I am working on the architecture for the Exchange Web Service solution that I am building. As I indicated in my blog post, the OpenEdge AppServer will receive notifications of updates from Exchange.
Each notification will include an item that implements the interface IExchangeItem. CalendarItem is one such object.
The API will publish an event indicating that a CalendarItem has changed, and it will include the CalendarItem with it. The item has a number of methods, but once the item is published, it is switched to read-only mode. In other words, the item that is being received, cannot be changed - we need to preserve the state as it was when it came in from Exchange.
Among the things that a CalendarItem has is a set of invitees - people invited to the meeting. That set is an ordered list that could be anything from one to as many attendees as you like. I have several alternatives for storing the invitees:
I can encapsulate the temp-table in the IExchangeItem and provide a query object on the temp-table to allow the caller to iterate through the list of items. The problem is I have no way to prevent the caller from modifying the contents of the temp-table. I cannot stop them from deleting a row or adding in a new object.
The other thing about temp-tables as collections is the performance cost of creating and maintaining a query for each object that wants to maintain an iterating cursor through the collection.
Now I have to concede that given my Java and .NET experience, I am prejudiced toward supporting collections in the ABL. So it could be that I am thinking about this problem the wrong way, or there is some obvious change to the architecture that I am missing. If so, please feel free to point it out. I really am looking for opinions on this.
10.2B has variable-sized arrays .
/* do not specify an extent */
DEF VAR foo AS CHAR EXTENT NO-UNDO.
EXTENT(foo) = invitees:Count().
Julian
On 27 April 2010 20:28, Bruce Gruenbaum
I don't know how big the array is up front. I'm getting it as a set of elements in an XML document. I need the array to resize as I add.
Create a class to hold n (10, 20 whatever) numbers of invitees, and
create a new object when a limit is reached.
Julian
On 27 April 2010 21:07, Bruce Gruenbaum
Actually, that idea has some potential to it. I'd still have to provide some kind of iterator so that iterating through the whole collection is transparent, but the idea of chunking the collection into blocks of x may not be a bad workaround.
Hey! don't sound so surprised ...
On 27 April 2010 21:16, Bruce Gruenbaum
From an OOD perspective, the right answer here is, of course, a collection.
If you were unwilling to use an ABL implementation of a collection, you could take a page from the M-S-E model and use a TT in CalendarItem with a query with an external interface which allowed walking the set, but no direct access to the TT handle or the query handle so that no additions or deletions could be made.
JMLS - not just even a pretty face.
Actually, Bruce wasn't surprised since he and I have been talking about an idea related to this, but all within a single collection object, not separate objects. Stay tuned ....
Yeah... except we hadn't discussed the idea of a set of objects that each has an array in them.
Julian's idea got me thinking... We could create a linked list of objects that each contains an array. Thus you could grow the original array in chunks. You still have the issue of pointer to item "n", but it's derivable. This actually has a lot of potential.
We can consider it. It has the plus of being potentially open ended, but the minus of adding another layer of indirection and increasing the number of objects in the pool. Whereas, my proposal is closed end, but with the multiple constructor approach is upper bound can easily be large enough to be effectively open, while minimizing the number of objects and providing a simpler and more direct implementation.
The Vector object in Java owns a simple extent with a preferred size. When that extent gets full, its makes a new extent with twice the size. An integer holds the number of set items. FYI
This is along the lines of something we are exploring ... but we actually have quite a pool of ideas now.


Work instruction: Copy each of the entries below faithfully, setting aside any pictures.

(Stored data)
>>>>

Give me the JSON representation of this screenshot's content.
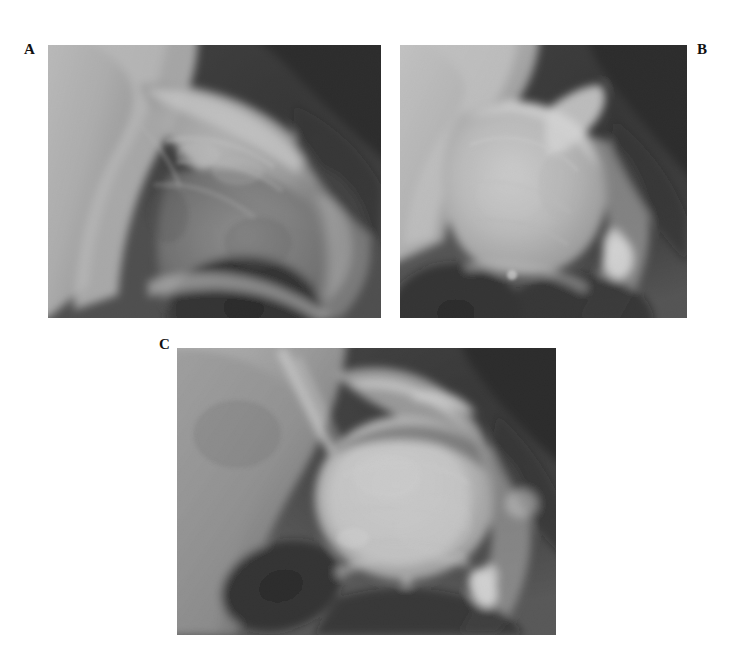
{
  "figure": {
    "kind": "radiograph-figure",
    "background_color": "#ffffff",
    "width": 737,
    "height": 649,
    "modality": "plain-radiograph",
    "anatomy": "hip"
  },
  "panels": [
    {
      "id": "a",
      "label": "A",
      "label_position": "top-left-outside",
      "description": "Anteroposterior radiograph of the hip showing the acetabulum, femoral head and proximal femur",
      "x": 48,
      "y": 45,
      "width": 333,
      "height": 273,
      "tone": {
        "background": "#0d0d0d",
        "soft_tissue": "#6a6a6a",
        "bone": "#cdcdcd",
        "dense_bone": "#f2f2f2"
      },
      "features": [
        "iliac wing bright at upper left",
        "acetabular roof with irregular sclerosis",
        "joint space narrowing centrally",
        "obturator foramen as dark lucency at lower centre",
        "greater trochanter region mottled at right",
        "dark soft tissue field at upper right"
      ]
    },
    {
      "id": "b",
      "label": "B",
      "label_position": "top-right-outside",
      "description": "Anteroposterior radiograph of the hip with dense sclerotic femoral head and a bright focal calcification laterally",
      "x": 400,
      "y": 45,
      "width": 287,
      "height": 273,
      "tone": {
        "background": "#0a0a0a",
        "soft_tissue": "#707070",
        "bone": "#d8d8d8",
        "dense_bone": "#fbfbfb"
      },
      "features": [
        "markedly dense flattened femoral head",
        "bright cortical rim over the femoral neck",
        "focal bright calcific nodule lateral to the femoral head",
        "deep dark region at upper right",
        "dark obturator foramen at lower left"
      ]
    },
    {
      "id": "c",
      "label": "C",
      "label_position": "top-left-outside",
      "description": "Anteroposterior radiograph of the hip showing a rounded sclerotic femoral head, preserved acetabulum and an inferolateral calcific density",
      "x": 177,
      "y": 348,
      "width": 379,
      "height": 287,
      "tone": {
        "background": "#101010",
        "soft_tissue": "#767676",
        "bone": "#dcdcdc",
        "dense_bone": "#fcfcfc"
      },
      "features": [
        "rounded dense femoral head centrally",
        "sharp bright iliopectineal line sweeping inferolaterally",
        "dark obturator foramen at lower left",
        "bright calcific density at lower right",
        "dark soft tissue field at upper right corner"
      ]
    }
  ]
}
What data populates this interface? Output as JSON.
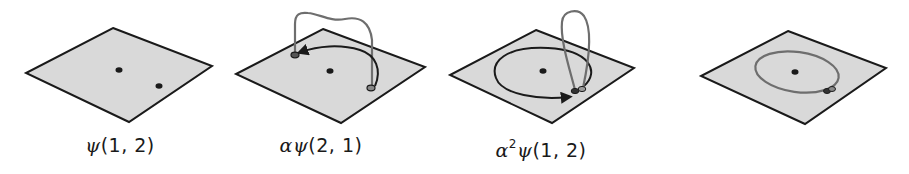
{
  "colors": {
    "plane_fill": "#d9d9d9",
    "plane_edge": "#1a1a1a",
    "particle": "#1a1a1a",
    "exchange_path": "#1a1a1a",
    "braid_loop": "#6e6e6e"
  },
  "panels": [
    {
      "id": "panel-1",
      "label": {
        "prefix": "",
        "power": "",
        "psi": "ψ",
        "args": "(1, 2)"
      },
      "description": "Two particles on a plane, initial configuration"
    },
    {
      "id": "panel-2",
      "label": {
        "prefix": "α",
        "power": "",
        "psi": "ψ",
        "args": "(2, 1)"
      },
      "description": "Particles exchanged by half-winding around center"
    },
    {
      "id": "panel-3",
      "label": {
        "prefix": "α",
        "power": "2",
        "psi": "ψ",
        "args": "(1, 2)"
      },
      "description": "Particle wound fully around the other, returning to start"
    },
    {
      "id": "panel-4",
      "label": {
        "prefix": "",
        "power": "",
        "psi": "",
        "args": ""
      },
      "description": "Resulting closed loop around the center particle"
    }
  ]
}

<<<<

Written reply:
Give me the JSON representation of this screenshot's content.
{
  "figure": {
    "kind": "radiograph-figure",
    "background_color": "#ffffff",
    "width": 737,
    "height": 649,
    "modality": "plain-radiograph",
    "anatomy": "hip"
  },
  "panels": [
    {
      "id": "a",
      "label": "A",
      "label_position": "top-left-outside",
      "description": "Anteroposterior radiograph of the hip showing the acetabulum, femoral head and proximal femur",
      "x": 48,
      "y": 45,
      "width": 333,
      "height": 273,
      "tone": {
        "background": "#0d0d0d",
        "soft_tissue": "#6a6a6a",
        "bone": "#cdcdcd",
        "dense_bone": "#f2f2f2"
      },
      "features": [
        "iliac wing bright at upper left",
        "acetabular roof with irregular sclerosis",
        "joint space narrowing centrally",
        "obturator foramen as dark lucency at lower centre",
        "greater trochanter region mottled at right",
        "dark soft tissue field at upper right"
      ]
    },
    {
      "id": "b",
      "label": "B",
      "label_position": "top-right-outside",
      "description": "Anteroposterior radiograph of the hip with dense sclerotic femoral head and a bright focal calcification laterally",
      "x": 400,
      "y": 45,
      "width": 287,
      "height": 273,
      "tone": {
        "background": "#0a0a0a",
        "soft_tissue": "#707070",
        "bone": "#d8d8d8",
        "dense_bone": "#fbfbfb"
      },
      "features": [
        "markedly dense flattened femoral head",
        "bright cortical rim over the femoral neck",
        "focal bright calcific nodule lateral to the femoral head",
        "deep dark region at upper right",
        "dark obturator foramen at lower left"
      ]
    },
    {
      "id": "c",
      "label": "C",
      "label_position": "top-left-outside",
      "description": "Anteroposterior radiograph of the hip showing a rounded sclerotic femoral head, preserved acetabulum and an inferolateral calcific density",
      "x": 177,
      "y": 348,
      "width": 379,
      "height": 287,
      "tone": {
        "background": "#101010",
        "soft_tissue": "#767676",
        "bone": "#dcdcdc",
        "dense_bone": "#fcfcfc"
      },
      "features": [
        "rounded dense femoral head centrally",
        "sharp bright iliopectineal line sweeping inferolaterally",
        "dark obturator foramen at lower left",
        "bright calcific density at lower right",
        "dark soft tissue field at upper right corner"
      ]
    }
  ]
}
What data populates this interface? Output as JSON.
{
  "colors": {
    "plane_fill": "#d9d9d9",
    "plane_edge": "#1a1a1a",
    "particle": "#1a1a1a",
    "exchange_path": "#1a1a1a",
    "braid_loop": "#6e6e6e"
  },
  "panels": [
    {
      "id": "panel-1",
      "label": {
        "prefix": "",
        "power": "",
        "psi": "ψ",
        "args": "(1, 2)"
      },
      "description": "Two particles on a plane, initial configuration"
    },
    {
      "id": "panel-2",
      "label": {
        "prefix": "α",
        "power": "",
        "psi": "ψ",
        "args": "(2, 1)"
      },
      "description": "Particles exchanged by half-winding around center"
    },
    {
      "id": "panel-3",
      "label": {
        "prefix": "α",
        "power": "2",
        "psi": "ψ",
        "args": "(1, 2)"
      },
      "description": "Particle wound fully around the other, returning to start"
    },
    {
      "id": "panel-4",
      "label": {
        "prefix": "",
        "power": "",
        "psi": "",
        "args": ""
      },
      "description": "Resulting closed loop around the center particle"
    }
  ]
}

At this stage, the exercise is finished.